Are Electric Flights Anything More than Stunts?

Another week, another electric plane making a first flight. Is it news or something else?

Recently an all-electric Robinson R-44 helicopter made a flight from Jackie Cochran Regional Airport in Thermal, California, to nearby Palm Springs, a trip that covered just over 20 miles, making it less than half the distance as a flight that qualifies as a cross-country. It was a hop. The same helicopter, being modified by Tier One Engineering, made its first flight in June. The helicopter can be charged in about an hour or have its batteries swapped out for charged ones reporting in a fourth of that time. The batteries are huge, as you can see in this photo, and Tier One has achieved a 35-mile flight under controlled circumstances. The company is positioning the product, which is still under development and not yet undergoing the FAA certification process, as an intra-city organ transplant vehicle, a mission that we haven't heard was a high priority for electric aircraft. As modified, the normally four-seat Robinson R-44 seats just the pilot, with room, we presume, for a small cooler chest.

I'm reluctant to use the word "stunt" to describe even high-profile flights, though I did use it to discuss the Red Bull Plane Swap fiasco, the Trevor Jacob "engine failure" cluster and a few others. Despite my reticence at categorizing anything in this way, the term repeatedly springs to mind when I read about flights of electric-powered aircraft.

But are they stunts? By definition, a stunt is an action that is undertaken for the visibility and notoriety rather than for more meaningful reasons, such as scientific advancement or development of technology. Dropping a bowling ball off of a high bridge onto a trampoline is a stunt. Building an aircraft with a new wing configuration isn't, even if it's not successful.

So, aren't flight programs to retrofit existing aircraft, like the Robinson R-44 powered by batteries and electric motors, research and development pure and true?

I don't think so, and here's why they're not. The quandary I have isn't with the development of electric tech; it might very well be the future, at some point. But let's face facts. The current state of the battery art is insufficient to realistically support any but the most restricted missions. Short training flights, as demonstrated by Pipistrel, now owned by Textron Aviation, are the sole practical example so far of a useful electric airplane system, and even that one is living on the ragged edge of practicality.

And every electric aircraft development company that is honest with the public says up front that what they really need are better batteries. The energy density of today's batteries, even the most exotic of them, is miniscule compared with the energy stored in fossil fuel. Electric aircraft take a hit on almost every element of use. They have less payload, can operate at high power only briefly without draining the batteries at light speed, they weigh more and can go a lot less far (range) and for a far less time (endurance).

What these companies are apparently trying to show is that they'll be ready to make electric versions of aircraft once battery tech has advanced to the point where it is more useful.

The problem is, we already knew that. So, the development of an electric-powered helicopter that turns it from a four seater that can go hundreds of miles at high speed to a single seater that can fly for a half hour at reduced power isn't showing anyone anything. It's just their 15 minutes of fame. Which is only slightly less time than one of these craft can fly.

A commercial pilot, editor-in-Chief Isabel Goyer has been flying for more than 40 years, with hundreds of different aircraft in her logbook and thousands of hours. An award-winning aviation writer, photographer and editor, Ms. Goyer led teams at Sport Pilot, Air Progress and Flying before coming to Plane & Pilot in 2015.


YOUR ASSIGNMENT ▸ Leaving every picture out, repeat all of the entries below exactly.

Dataset entries on figures:

• • •

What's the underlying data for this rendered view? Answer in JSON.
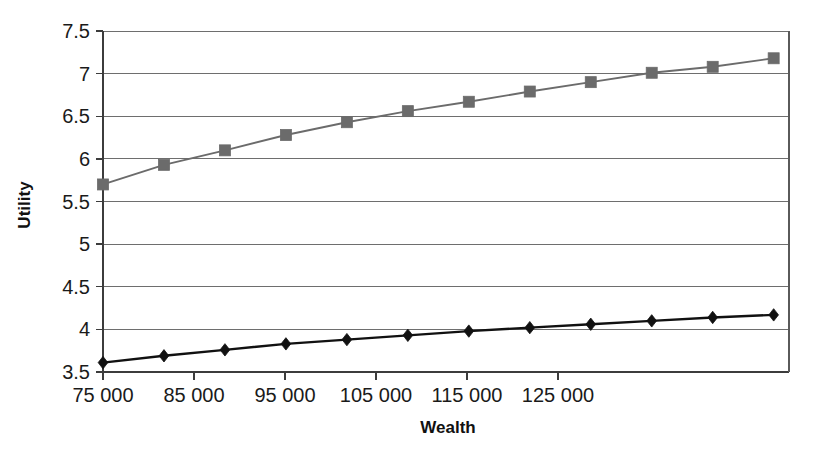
{
  "chart_data": {
    "type": "line",
    "title": "",
    "xlabel": "Wealth",
    "ylabel": "Utility",
    "xlim": [
      75000,
      148900
    ],
    "ylim": [
      3.5,
      7.5
    ],
    "grid": true,
    "legend": "none",
    "x_tick_labels": [
      "75 000",
      "85 000",
      "95 000",
      "105 000",
      "115 000",
      "125 000"
    ],
    "x_tick_values": [
      75000,
      85000,
      95000,
      105000,
      115000,
      125000
    ],
    "y_tick_labels": [
      "3.5",
      "4",
      "4.5",
      "5",
      "5.5",
      "6",
      "6.5",
      "7",
      "7.5"
    ],
    "y_tick_values": [
      3.5,
      4,
      4.5,
      5,
      5.5,
      6,
      6.5,
      7,
      7.5
    ],
    "x": [
      75000,
      81700,
      88400,
      95100,
      101800,
      108500,
      115200,
      121900,
      128600,
      135300,
      142000,
      148700
    ],
    "series": [
      {
        "name": "upper-utility-curve",
        "marker": "square",
        "color": "#6b6b6b",
        "values": [
          5.7,
          5.93,
          6.1,
          6.28,
          6.43,
          6.56,
          6.67,
          6.79,
          6.9,
          7.01,
          7.08,
          7.18
        ]
      },
      {
        "name": "lower-utility-curve",
        "marker": "diamond",
        "color": "#111111",
        "values": [
          3.61,
          3.69,
          3.76,
          3.83,
          3.88,
          3.93,
          3.98,
          4.02,
          4.06,
          4.1,
          4.14,
          4.17
        ]
      }
    ]
  },
  "colors": {
    "upper_series": "#6b6b6b",
    "lower_series": "#111111",
    "gridline": "#6e6e6e",
    "axis": "#3c3c3c",
    "background": "#ffffff"
  },
  "axes": {
    "x_title": "Wealth",
    "y_title": "Utility"
  }
}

• • •

OUTPUT BELOW ▸
What's the underlying data for this rendered view? Answer in JSON.
{
  "chart_data": {
    "type": "line",
    "title": "",
    "xlabel": "Wealth",
    "ylabel": "Utility",
    "xlim": [
      75000,
      148900
    ],
    "ylim": [
      3.5,
      7.5
    ],
    "grid": true,
    "legend": "none",
    "x_tick_labels": [
      "75 000",
      "85 000",
      "95 000",
      "105 000",
      "115 000",
      "125 000"
    ],
    "x_tick_values": [
      75000,
      85000,
      95000,
      105000,
      115000,
      125000
    ],
    "y_tick_labels": [
      "3.5",
      "4",
      "4.5",
      "5",
      "5.5",
      "6",
      "6.5",
      "7",
      "7.5"
    ],
    "y_tick_values": [
      3.5,
      4,
      4.5,
      5,
      5.5,
      6,
      6.5,
      7,
      7.5
    ],
    "x": [
      75000,
      81700,
      88400,
      95100,
      101800,
      108500,
      115200,
      121900,
      128600,
      135300,
      142000,
      148700
    ],
    "series": [
      {
        "name": "upper-utility-curve",
        "marker": "square",
        "color": "#6b6b6b",
        "values": [
          5.7,
          5.93,
          6.1,
          6.28,
          6.43,
          6.56,
          6.67,
          6.79,
          6.9,
          7.01,
          7.08,
          7.18
        ]
      },
      {
        "name": "lower-utility-curve",
        "marker": "diamond",
        "color": "#111111",
        "values": [
          3.61,
          3.69,
          3.76,
          3.83,
          3.88,
          3.93,
          3.98,
          4.02,
          4.06,
          4.1,
          4.14,
          4.17
        ]
      }
    ]
  },
  "colors": {
    "upper_series": "#6b6b6b",
    "lower_series": "#111111",
    "gridline": "#6e6e6e",
    "axis": "#3c3c3c",
    "background": "#ffffff"
  },
  "axes": {
    "x_title": "Wealth",
    "y_title": "Utility"
  }
}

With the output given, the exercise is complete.